An inspired Sim might be more likely to paint a masterpiece, for instance, but a depressed Sim will gain access to a unique set of sombre artistic, writing and musical styles that have a greater emotional impact on the Sims around them. Likewise, an angry Sim may be more likely to get into a fight but also exercises more effectively, gaining the ability to ‘Rage Run’ on a treadmill or take out their anger on a punch bag.

Players can game the emotion system by directing their Sims to consume specific drinks, watch certain types of entertainment and occupy particular environments. Furnishings and architecture act as amplifiers – a dark, candlelit room, for instance, is more likely to result in a successful dinner date.

Overhauled building design tools look set to reduce the frustration of configuring an ideal Sims home.
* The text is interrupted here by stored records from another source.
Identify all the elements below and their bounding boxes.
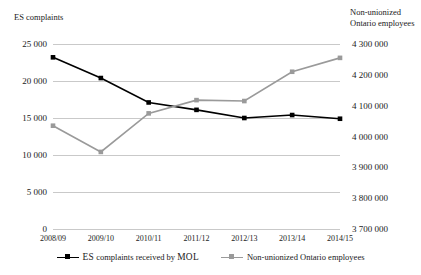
legend-swatch-icon [221, 253, 243, 261]
series-line [53, 58, 340, 152]
data-point-marker [194, 98, 199, 103]
data-point-marker [242, 116, 247, 121]
legend-label: ES complaints received by MOL [83, 252, 199, 262]
data-point-marker [51, 123, 56, 128]
legend-item[interactable]: ES complaints received by MOL [57, 252, 199, 262]
data-point-marker [51, 55, 56, 60]
data-point-marker [146, 100, 151, 105]
chart-legend: ES complaints received by MOLNon-unioniz… [0, 252, 421, 262]
data-point-marker [338, 56, 343, 61]
chart-container: ES complaints Non-unionized Ontario empl… [0, 0, 421, 275]
legend-label: Non-unionized Ontario employees [247, 252, 365, 262]
data-point-marker [242, 99, 247, 104]
data-point-marker [338, 116, 343, 121]
data-point-marker [146, 111, 151, 116]
data-point-marker [290, 113, 295, 118]
data-point-marker [194, 108, 199, 113]
series-layer [0, 0, 421, 275]
data-point-marker [99, 150, 104, 155]
legend-swatch-icon [57, 253, 79, 261]
legend-item[interactable]: Non-unionized Ontario employees [221, 252, 365, 262]
data-point-marker [99, 76, 104, 81]
data-point-marker [290, 69, 295, 74]
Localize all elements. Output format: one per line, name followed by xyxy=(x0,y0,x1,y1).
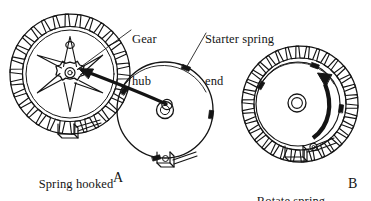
callout-gear-hub-line1: Gear xyxy=(132,32,157,46)
gear-hub xyxy=(56,61,84,80)
gear-web-hole xyxy=(66,42,74,49)
panel-label-b: B xyxy=(348,176,357,192)
panel-label-a: A xyxy=(113,170,123,186)
callout-starter-spring-end-line2: end xyxy=(205,74,274,88)
callout-starter-spring-end-line1: Starter spring xyxy=(205,32,274,46)
drum-bottom-tab xyxy=(157,152,197,167)
caption-panel-b: Rotate spring 4 full turns xyxy=(243,166,339,201)
rotation-arrow xyxy=(313,73,332,138)
leader-starter-spring-end xyxy=(186,33,206,68)
callout-gear-hub-line2: hub xyxy=(132,74,157,88)
callout-gear-hub: Gear hub xyxy=(132,4,157,116)
caption-panel-b-line1: Rotate spring xyxy=(243,194,339,201)
right-drum-hub xyxy=(288,94,306,112)
left-gear xyxy=(10,14,130,138)
callout-starter-spring-end: Starter spring end xyxy=(205,4,274,116)
figure-canvas: Gear hub Starter spring end Spring hooke… xyxy=(0,0,371,201)
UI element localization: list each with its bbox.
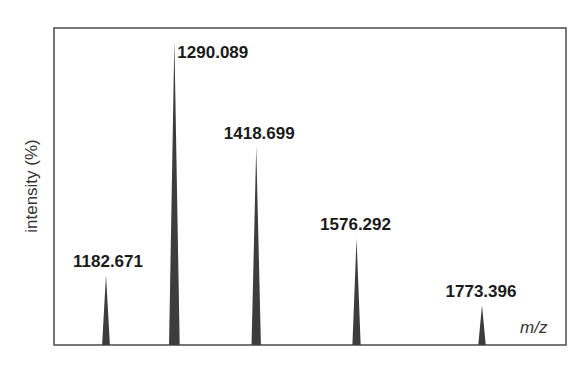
spectrum-peak bbox=[352, 238, 360, 345]
peak-label: 1773.396 bbox=[446, 282, 517, 301]
peak-label: 1182.671 bbox=[73, 252, 143, 271]
spectrum-peak bbox=[478, 305, 485, 345]
peak-labels-group: 1182.6711290.0891418.6991576.2921773.396 bbox=[73, 43, 516, 301]
spectrum-peak bbox=[169, 40, 180, 345]
spectrum-peak bbox=[102, 275, 110, 345]
peak-label: 1418.699 bbox=[224, 124, 295, 143]
mass-spectrum-chart: 1182.6711290.0891418.6991576.2921773.396… bbox=[0, 0, 579, 368]
peak-label: 1290.089 bbox=[177, 43, 248, 62]
x-axis-label: m/z bbox=[520, 318, 548, 337]
peaks-group bbox=[102, 40, 486, 345]
peak-label: 1576.292 bbox=[320, 215, 391, 234]
spectrum-peak bbox=[252, 147, 261, 345]
y-axis-label: intensity (%) bbox=[22, 139, 41, 233]
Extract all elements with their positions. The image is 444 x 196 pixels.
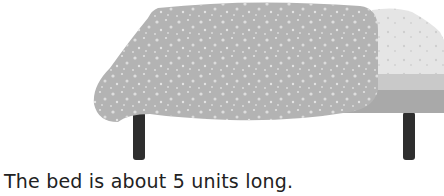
pillow [372, 8, 444, 74]
bed-illustration [0, 0, 444, 165]
bed-svg [0, 0, 444, 165]
caption-text: The bed is about 5 units long. [4, 170, 293, 192]
blanket [94, 2, 378, 122]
While superficially similar to the grid-based toolset of previous games, a smart set of new features makes tweaking homes on the fly much easier than it has been before. The game now recognises closed-off spaces as rooms, which can be picked up and moved elsewhere, with doors and windows automatically reconfiguring to make sense of the new layout. If you’ve ever had to painstakingly move every item in a kitchen simply to extend a wall by a single tile, you’ll appreciate the new system.

The game recognises intent far more intelligently than before, too. A gap between two balustrades on a terrace will be understood as a potential new location for an extension or a staircase, and the relevant pieces will resize accordingly. This ties into a broad shift in architectural style away from New England towards Louisiana and the gallery houses of the American South.

Maxis is staying quiet about the big picture at present; there’s no word on which careers and life stages will make the transition, nor how many towns will be available at launch or what form the game’s online features will take. The latter point will be especially key given the problems that plagued Maxis’s previous outing, SimCity, at launch. Nonetheless, a renewed focus on the finer details of human experience – and the tools that allow Sims players to reenact them – bodes well for the future.

“Building an expansion pack is very much about what we want to add,” Vaughan says. “Going back to a base game is about how we want to evolve the experience into something new that’s not been done before.”